After being slapped with a scathing report card from state Attorney General Xavier Becerra, the Sausalito Marin City School District has crystal-clear marching orders to end racial segregation of its schools within five years.
The legal agreement between Becerra and the district comes after state prosecutors investigated complaints about institutional segregation in the district.
It is a sad and troubling sight to see a public school district in Marin effectively thwarting anti-segregation laws. In this case, it was the district’s decision to establish two separate campuses serving kindergarten through eighth-grade; one in Sausalito for the district’s Willow Creek Academy charter school and the other in Marin City, the Bayside-Martin Luther King Academy school.

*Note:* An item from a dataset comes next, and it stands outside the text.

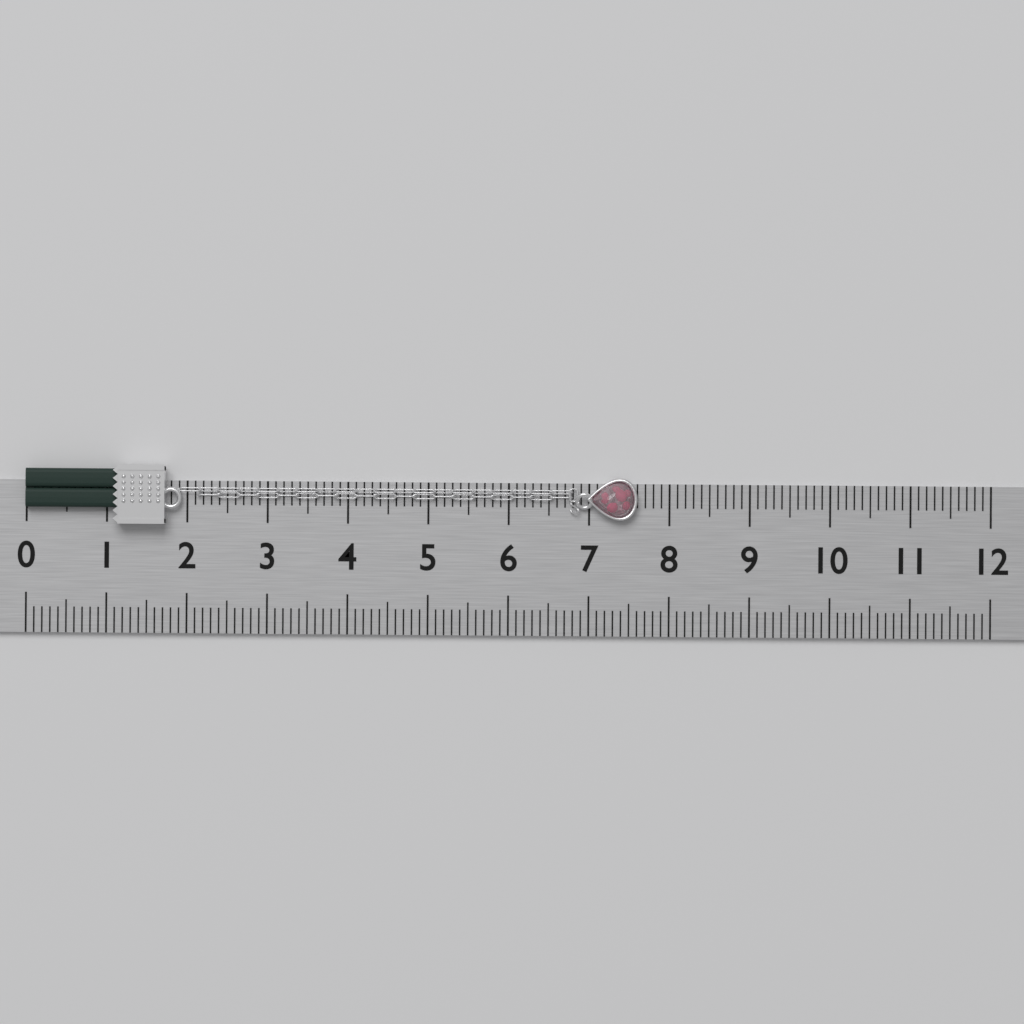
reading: 7.6 (no unit)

That decision has resulted in a lopsided and untenable balance where Bayside-MLK plays host to a small enrollment of predominantly black and Latino students, while it is dwarfed by the much larger charter school — Willow Creek has 80% of the district’s enrollment.

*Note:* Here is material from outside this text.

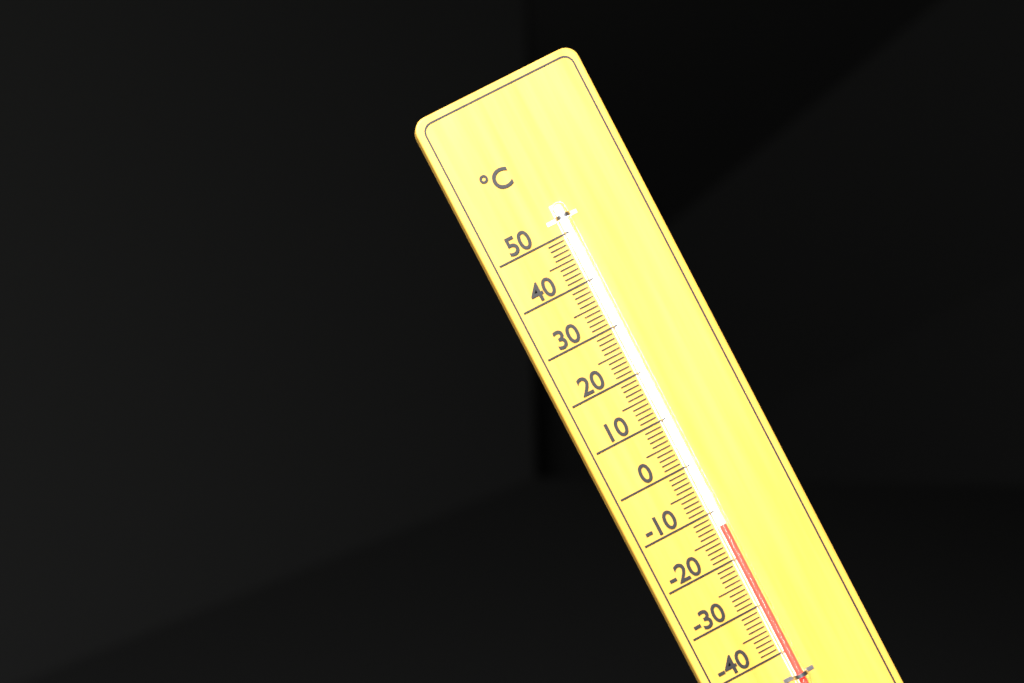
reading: -13 °C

To its credit, Willow Creek has a diverse student body, but the two-school format has increased segregation at Bayside-MLK.

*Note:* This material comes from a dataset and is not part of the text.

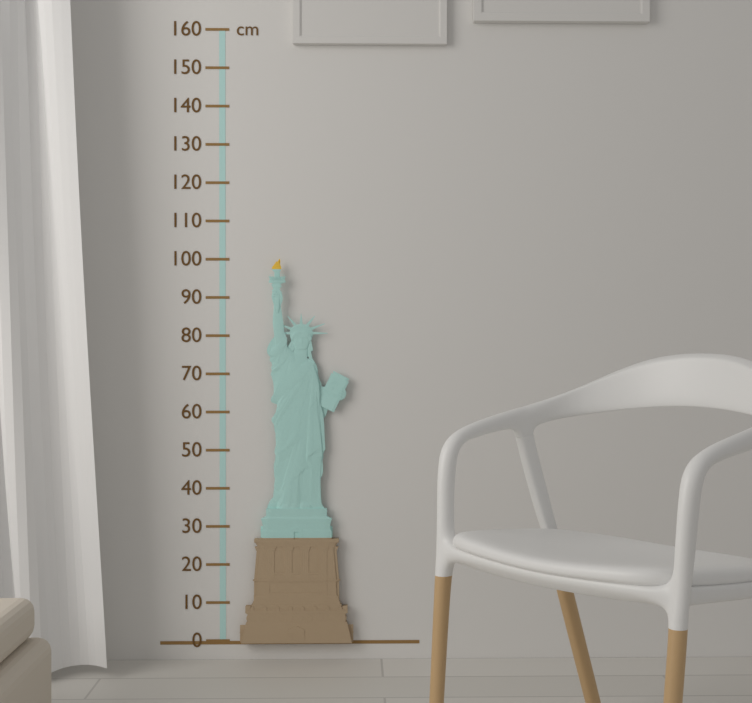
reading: 100 cm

The state says the district’s own consultant advised the school board in 2011 that the MLK middle school in Marin City was “very segregated” and turning it into a K-8 campus would, in the state’s words, “expand racial segregation.”
The school board, whose membership had a majority connected to Willow Creek, had been warned what would happen and still approved the two-campus configuration in 2013.
The result has been just as the consultant warned.
But the lopsided relationship goes even deeper than size, according to the state’s investigation.
Important academic programs and opportunities such as those available at Willow Creek, were cut from the budget for the Bayside-MLK school. Changes in district faculty standards led to the elimination of Spanish and cuts to MLK’s music, art, physical education and counseling services, according to the state.
For three years, Bayside-MLK students did not have a qualified math teacher, but Willow Creek students had one. The charter school had a full-time counselor, but Bayside-MLK had one only at a limited part-time basis, according to Becerra’s filing.
“Termination of these specialists harmed the academic development of the district’s students,” Becerra concluded in his legal complaint that also outlines the five-year process facing the district.
His summation in his Aug. 9 press conference was even more stinging.
“Depriving a child of a fair chance to learn is wicked, it’s warped, it’s morally bankrupt and it’s corrupt. Your skin color or ZIP code should not determine winners and losers.”
He’s right. He’s also right to take decisive action.
This untenable situation has been allowed to fester for too long.
Marin Superintendent of Schools Mary Jane Burke was right to speak out and get the state involved.
Students at both schools deserve to have equal opportunity. District trustees should not have allowed this disturbing divide to widen and deepen.
Voters, in the two recent school board elections, have already called for change, ending years of the board being dominated by trustees with close ties to Willow Creek. That’s important.
The school board has already started work toward coming up with a new configuration, seeking to bring Willow Creek and Bayside-MLK together into a single school with two campuses.
It is not the time for political or legal defensive measures that essentially preserve the status quo. It is time for constructive action to right a wrong that already hurt the education of too many children and must be corrected, reflecting the community’s insistence.